Mustafa Uysal

I'm traveling light, it's au revoir…

No Meetings

I’ve been working remotely for about a decade now, and if there’s one thing I’ve grown to deeply HATE — it’s meetings.

Back in my last corporate job, I used to sit through 15 meetings a week. FIFTEEN. WEEKLY. Now? I’ve probably had fewer than 15 total meetings in the last five years. Huge win 🙌

Of course, I get it, if you’re part of a big team or navigating complex org structures, meetings can be necessary. But they’ve never worked for me.

Meetings are the death of productivity

I’ve always aligned with Naval’s philosophy on this:

And honestly, I couldn’t be happier with the outcome.

I know saying “no” to meetings is a luxury — one I’ve worked damn hard for. So, yeah. Sorry, not sorry.

Let’s not hop on a quick call, shall we?

Just checked my “Message requests” on Twitter (it’ll always be Twitter, not X — let’s be clear), and it’s a parade of cold outreach.

Some want to “hop on a quick call” others are pitching something I’ll never use, and I’m sitting here thinking:

Bro, I don’t even know you. Why would I hop on a call or give feedback on something that hasn’t even earned my attention, let alone my time?

Not everything needs a call. Not everyone needs to “pick your brain.” Sometimes, no is just a complete sentence.

Source: https://x.com/james406/status/1824083929860583858 (replies are so good 😅)

Async Communication is the Finest!

Email is a masterpiece. An elegant, open protocol that somehow survived the tech overlords — yeah, Gmail’s everywhere, but at least it’s not a monopoly (yet).

You send it when you want. They reply when they feel like it. No “seen” (f*ck your email trackers for sure) no typing bubbles, no awkward small talk. Just pure, asynchronous bliss.

Honestly, the world doesn’t need more meetings; it needs more emails. Long live the inbox.

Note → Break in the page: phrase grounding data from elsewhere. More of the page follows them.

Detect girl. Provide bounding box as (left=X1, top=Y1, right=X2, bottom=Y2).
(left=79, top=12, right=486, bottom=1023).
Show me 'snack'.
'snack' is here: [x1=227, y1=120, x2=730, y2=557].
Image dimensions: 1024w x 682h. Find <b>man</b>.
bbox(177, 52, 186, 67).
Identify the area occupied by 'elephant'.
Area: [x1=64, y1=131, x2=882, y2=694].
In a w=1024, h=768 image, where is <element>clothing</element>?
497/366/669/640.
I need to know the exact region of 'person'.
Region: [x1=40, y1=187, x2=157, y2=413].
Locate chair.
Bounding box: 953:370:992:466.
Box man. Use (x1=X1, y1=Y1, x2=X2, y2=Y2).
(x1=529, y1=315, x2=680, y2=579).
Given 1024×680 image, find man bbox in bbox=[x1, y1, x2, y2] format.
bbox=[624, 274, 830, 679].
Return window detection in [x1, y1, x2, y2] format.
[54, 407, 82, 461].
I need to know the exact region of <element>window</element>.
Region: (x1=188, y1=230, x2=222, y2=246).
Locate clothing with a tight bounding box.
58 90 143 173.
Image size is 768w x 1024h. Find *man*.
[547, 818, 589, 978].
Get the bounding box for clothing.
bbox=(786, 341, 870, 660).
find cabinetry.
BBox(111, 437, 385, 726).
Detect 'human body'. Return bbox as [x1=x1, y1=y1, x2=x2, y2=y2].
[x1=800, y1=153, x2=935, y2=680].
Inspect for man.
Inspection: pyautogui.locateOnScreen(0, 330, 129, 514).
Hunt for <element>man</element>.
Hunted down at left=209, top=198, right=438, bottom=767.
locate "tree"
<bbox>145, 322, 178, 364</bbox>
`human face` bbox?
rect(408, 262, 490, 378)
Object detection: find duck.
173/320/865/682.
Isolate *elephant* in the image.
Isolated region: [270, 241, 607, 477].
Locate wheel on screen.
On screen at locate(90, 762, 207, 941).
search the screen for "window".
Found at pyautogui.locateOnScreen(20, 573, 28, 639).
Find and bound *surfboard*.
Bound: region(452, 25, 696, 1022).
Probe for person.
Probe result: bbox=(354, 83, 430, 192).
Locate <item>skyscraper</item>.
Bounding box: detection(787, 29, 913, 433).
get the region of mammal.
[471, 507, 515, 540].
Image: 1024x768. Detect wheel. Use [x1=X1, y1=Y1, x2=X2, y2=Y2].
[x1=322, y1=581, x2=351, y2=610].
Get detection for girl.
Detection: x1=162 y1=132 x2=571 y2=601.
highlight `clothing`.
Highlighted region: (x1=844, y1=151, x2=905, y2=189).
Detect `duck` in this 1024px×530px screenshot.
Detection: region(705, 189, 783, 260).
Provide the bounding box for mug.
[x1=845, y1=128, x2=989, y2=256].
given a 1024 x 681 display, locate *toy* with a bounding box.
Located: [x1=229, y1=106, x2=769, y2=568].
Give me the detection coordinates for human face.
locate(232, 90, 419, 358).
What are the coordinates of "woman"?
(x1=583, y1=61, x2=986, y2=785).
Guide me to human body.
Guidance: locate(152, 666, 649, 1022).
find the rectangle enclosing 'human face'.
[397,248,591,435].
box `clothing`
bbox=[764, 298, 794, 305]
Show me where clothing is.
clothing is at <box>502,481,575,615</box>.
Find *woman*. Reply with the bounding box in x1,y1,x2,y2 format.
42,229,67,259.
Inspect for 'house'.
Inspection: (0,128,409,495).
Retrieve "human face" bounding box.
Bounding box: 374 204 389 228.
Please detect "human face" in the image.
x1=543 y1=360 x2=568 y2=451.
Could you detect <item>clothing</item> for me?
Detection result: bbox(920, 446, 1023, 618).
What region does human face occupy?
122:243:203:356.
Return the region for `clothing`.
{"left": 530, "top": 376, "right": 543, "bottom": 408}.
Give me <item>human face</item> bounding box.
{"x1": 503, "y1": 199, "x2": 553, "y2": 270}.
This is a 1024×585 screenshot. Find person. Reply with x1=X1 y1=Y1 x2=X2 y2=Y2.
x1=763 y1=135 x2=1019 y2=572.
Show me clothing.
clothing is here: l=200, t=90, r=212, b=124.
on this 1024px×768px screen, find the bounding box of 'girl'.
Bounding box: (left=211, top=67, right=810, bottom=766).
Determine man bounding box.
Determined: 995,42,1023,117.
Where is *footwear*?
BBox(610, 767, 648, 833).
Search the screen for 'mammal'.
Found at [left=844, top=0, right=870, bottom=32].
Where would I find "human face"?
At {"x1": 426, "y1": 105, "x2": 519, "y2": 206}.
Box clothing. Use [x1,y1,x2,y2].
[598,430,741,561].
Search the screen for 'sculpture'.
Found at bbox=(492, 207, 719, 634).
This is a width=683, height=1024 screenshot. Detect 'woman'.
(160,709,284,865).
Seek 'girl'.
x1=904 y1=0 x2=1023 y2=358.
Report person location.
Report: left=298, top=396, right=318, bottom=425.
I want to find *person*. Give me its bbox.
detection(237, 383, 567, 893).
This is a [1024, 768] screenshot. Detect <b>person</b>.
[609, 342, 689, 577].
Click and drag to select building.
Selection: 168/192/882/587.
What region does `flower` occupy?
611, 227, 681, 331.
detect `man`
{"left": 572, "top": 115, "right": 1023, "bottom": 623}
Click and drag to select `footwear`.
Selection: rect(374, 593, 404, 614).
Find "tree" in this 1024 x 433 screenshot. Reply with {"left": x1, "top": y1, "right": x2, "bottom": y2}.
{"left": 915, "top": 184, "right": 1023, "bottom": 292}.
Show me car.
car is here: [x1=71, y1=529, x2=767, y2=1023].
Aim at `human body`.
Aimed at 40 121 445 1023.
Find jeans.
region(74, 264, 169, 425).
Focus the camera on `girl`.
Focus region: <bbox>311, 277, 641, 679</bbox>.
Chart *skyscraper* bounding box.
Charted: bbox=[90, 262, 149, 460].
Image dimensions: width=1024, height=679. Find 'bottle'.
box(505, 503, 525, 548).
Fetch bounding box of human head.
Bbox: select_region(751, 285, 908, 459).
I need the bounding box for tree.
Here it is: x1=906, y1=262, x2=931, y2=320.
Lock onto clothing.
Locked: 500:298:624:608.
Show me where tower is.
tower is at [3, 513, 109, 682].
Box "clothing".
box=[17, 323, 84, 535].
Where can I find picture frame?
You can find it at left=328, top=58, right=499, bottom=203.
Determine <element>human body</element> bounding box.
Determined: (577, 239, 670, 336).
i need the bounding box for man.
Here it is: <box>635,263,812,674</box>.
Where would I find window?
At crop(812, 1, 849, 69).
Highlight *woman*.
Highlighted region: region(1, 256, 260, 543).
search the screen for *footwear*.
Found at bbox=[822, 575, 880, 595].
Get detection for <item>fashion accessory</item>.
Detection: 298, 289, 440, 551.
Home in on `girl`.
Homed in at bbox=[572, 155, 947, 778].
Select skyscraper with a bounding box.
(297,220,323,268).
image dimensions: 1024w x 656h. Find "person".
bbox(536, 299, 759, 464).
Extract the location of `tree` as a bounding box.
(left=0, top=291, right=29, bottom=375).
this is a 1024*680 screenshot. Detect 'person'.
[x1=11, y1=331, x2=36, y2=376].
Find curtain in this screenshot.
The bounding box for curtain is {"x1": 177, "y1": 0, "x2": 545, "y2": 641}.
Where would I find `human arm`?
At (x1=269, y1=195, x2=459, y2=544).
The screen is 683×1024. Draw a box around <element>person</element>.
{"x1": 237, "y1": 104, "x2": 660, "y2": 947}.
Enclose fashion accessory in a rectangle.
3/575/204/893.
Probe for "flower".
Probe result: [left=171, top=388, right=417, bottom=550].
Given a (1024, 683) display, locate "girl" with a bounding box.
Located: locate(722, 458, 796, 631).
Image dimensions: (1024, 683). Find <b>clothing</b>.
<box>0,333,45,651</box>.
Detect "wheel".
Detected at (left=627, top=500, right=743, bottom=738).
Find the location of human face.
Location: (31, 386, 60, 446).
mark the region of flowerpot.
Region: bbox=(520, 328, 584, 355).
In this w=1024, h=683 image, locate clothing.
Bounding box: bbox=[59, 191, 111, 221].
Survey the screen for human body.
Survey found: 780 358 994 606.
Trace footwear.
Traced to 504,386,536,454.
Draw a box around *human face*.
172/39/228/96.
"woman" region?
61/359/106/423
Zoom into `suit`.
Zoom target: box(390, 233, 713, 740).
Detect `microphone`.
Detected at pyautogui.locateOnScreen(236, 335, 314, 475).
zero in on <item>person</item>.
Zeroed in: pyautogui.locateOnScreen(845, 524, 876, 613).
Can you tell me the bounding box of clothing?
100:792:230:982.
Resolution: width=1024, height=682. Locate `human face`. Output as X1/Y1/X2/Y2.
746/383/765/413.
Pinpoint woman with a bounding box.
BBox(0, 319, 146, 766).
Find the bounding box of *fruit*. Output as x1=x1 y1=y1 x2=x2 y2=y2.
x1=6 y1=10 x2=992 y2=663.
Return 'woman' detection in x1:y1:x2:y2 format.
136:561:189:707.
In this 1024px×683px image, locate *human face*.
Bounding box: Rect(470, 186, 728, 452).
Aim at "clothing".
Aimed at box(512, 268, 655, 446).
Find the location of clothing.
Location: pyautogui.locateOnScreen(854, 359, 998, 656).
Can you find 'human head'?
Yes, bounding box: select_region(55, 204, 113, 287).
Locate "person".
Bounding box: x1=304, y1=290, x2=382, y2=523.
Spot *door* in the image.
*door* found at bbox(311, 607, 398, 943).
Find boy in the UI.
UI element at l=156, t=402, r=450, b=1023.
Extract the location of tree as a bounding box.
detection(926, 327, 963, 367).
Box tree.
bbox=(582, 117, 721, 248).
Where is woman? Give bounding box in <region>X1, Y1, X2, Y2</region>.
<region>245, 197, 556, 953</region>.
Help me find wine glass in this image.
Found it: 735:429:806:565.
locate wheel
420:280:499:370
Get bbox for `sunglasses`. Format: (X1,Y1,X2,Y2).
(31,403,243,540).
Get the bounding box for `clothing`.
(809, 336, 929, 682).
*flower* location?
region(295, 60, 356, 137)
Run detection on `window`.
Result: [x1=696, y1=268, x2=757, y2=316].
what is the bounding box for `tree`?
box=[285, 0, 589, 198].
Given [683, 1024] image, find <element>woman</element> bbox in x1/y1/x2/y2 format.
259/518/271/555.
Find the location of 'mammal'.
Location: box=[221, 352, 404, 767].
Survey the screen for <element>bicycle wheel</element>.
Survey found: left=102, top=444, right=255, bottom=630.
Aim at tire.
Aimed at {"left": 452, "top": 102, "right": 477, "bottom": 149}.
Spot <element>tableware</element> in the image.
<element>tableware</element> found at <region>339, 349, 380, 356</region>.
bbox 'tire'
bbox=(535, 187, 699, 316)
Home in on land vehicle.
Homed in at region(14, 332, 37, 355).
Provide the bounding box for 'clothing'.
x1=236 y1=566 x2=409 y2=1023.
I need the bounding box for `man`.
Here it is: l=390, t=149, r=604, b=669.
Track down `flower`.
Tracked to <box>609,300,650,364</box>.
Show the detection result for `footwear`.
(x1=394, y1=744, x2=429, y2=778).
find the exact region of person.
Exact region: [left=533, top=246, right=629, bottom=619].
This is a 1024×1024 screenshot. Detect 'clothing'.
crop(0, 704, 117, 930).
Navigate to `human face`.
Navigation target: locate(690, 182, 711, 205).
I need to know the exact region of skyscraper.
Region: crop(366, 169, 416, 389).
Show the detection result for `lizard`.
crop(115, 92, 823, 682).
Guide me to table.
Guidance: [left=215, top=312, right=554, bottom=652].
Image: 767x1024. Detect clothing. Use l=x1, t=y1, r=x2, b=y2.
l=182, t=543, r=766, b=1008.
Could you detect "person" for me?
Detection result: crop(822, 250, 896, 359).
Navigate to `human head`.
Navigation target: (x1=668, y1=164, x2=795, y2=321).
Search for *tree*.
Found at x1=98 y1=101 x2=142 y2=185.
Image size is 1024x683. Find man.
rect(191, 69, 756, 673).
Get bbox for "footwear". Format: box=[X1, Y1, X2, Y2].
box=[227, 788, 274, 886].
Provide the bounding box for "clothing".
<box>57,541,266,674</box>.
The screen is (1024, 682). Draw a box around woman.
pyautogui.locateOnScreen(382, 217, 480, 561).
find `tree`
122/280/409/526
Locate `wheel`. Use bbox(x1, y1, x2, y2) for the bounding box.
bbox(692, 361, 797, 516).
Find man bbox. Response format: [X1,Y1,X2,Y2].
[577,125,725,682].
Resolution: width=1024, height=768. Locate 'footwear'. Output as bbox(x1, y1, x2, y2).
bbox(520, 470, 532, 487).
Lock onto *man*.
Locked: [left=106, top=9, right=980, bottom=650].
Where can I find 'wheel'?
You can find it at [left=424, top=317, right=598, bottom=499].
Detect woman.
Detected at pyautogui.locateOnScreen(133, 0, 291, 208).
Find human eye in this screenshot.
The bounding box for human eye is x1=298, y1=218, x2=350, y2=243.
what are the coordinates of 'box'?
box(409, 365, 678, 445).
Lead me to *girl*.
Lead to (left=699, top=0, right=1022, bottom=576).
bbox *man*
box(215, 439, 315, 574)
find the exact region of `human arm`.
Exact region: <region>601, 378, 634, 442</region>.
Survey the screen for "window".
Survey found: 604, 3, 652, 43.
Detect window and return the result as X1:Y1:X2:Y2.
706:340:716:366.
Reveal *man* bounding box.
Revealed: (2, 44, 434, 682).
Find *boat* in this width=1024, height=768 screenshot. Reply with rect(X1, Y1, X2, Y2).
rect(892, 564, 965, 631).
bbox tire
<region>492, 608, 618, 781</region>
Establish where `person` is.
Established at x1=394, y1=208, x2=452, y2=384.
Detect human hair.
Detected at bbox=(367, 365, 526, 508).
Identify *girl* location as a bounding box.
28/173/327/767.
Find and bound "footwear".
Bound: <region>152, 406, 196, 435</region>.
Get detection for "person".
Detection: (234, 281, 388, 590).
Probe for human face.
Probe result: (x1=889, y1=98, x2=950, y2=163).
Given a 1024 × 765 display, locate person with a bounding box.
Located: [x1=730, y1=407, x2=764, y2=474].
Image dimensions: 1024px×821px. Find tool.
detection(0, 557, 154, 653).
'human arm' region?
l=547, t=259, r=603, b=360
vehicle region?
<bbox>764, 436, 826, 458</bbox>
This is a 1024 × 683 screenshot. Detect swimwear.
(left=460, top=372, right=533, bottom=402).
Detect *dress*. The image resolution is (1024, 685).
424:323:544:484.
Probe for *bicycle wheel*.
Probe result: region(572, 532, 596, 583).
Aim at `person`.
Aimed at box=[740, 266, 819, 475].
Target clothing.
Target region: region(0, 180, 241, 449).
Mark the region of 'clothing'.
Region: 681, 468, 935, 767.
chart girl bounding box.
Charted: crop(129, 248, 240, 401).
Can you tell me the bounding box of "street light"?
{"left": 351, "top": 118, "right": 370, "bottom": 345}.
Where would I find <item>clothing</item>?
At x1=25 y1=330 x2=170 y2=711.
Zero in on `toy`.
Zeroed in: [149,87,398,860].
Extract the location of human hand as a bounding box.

My (Unofficial) Rules for Communication

  • Use the right tool for the job: If it’s technical, use GitHub issues, WordPress.org forums, etc. Bonus: others can learn from it too. That’s the magic of open source.
  • If it can be an email, send an email: I reply fast. Like weirdly fast. Try me.
  • Use a tool to explain stuff: Loom, CleanShot X — whatever helps you explain without wasting anyone’s time. (CleanShot X is one of my favorite apps that deserves every single penny I’ve spent on it)
  • In-person? Say hi. I’m totally open to spontaneous conversations IRL. Just not impromptu Zooms.
  • Already know each other? Call anytime. You’ve got the golden ticket.
  • Have we worked together before? Call is fine. We have history. You’re safe.
  • When meetings are truly inevitable…
    I get it — sometimes you just can’t avoid them. Especially in bigger projects, a quick call can save hours of back-and-forth. Fine. But:
    • Be prepared. Have a clear agenda or at least know what we’re trying to solve. “Just vibing” is for playlists, not meetings.
    • Let me know if its video or audio. Seriously. It’s super awkward when I turn on my camera, smiling like a human, and everyone else is blank avatars in silence. Give me a heads-up, so I can emotionally prepare to stare into a webcam.
    • Dont reschedule last minute. Unless you’ve exploded or been abducted by aliens, stick to the time. I mentally commit to meetings way too early —tomorrow’s 2 PM call starts bothering me today at noon.
    • Start and end on time. My tolerance for meetings is already hanging by a thread. Let’s not test the limits of it.

Why am I writing this?

First of all, it’s my blog — so why wouldn’t I?

People often reach out asking to “hop on a quick call” for things that could easily be solved with a decent email or a couple of async messages. And somehow, it ends up turning into a free mini-consultation I didn’t know I signed up for.

This isn’t me being rude or arrogant. I actually like helping people. But when you’re working solo and living in deep focus mode, unexpected calls aren’t just interruptions — they detonate your entire flow. And frankly, that’s expensive (mentally, not just hourly).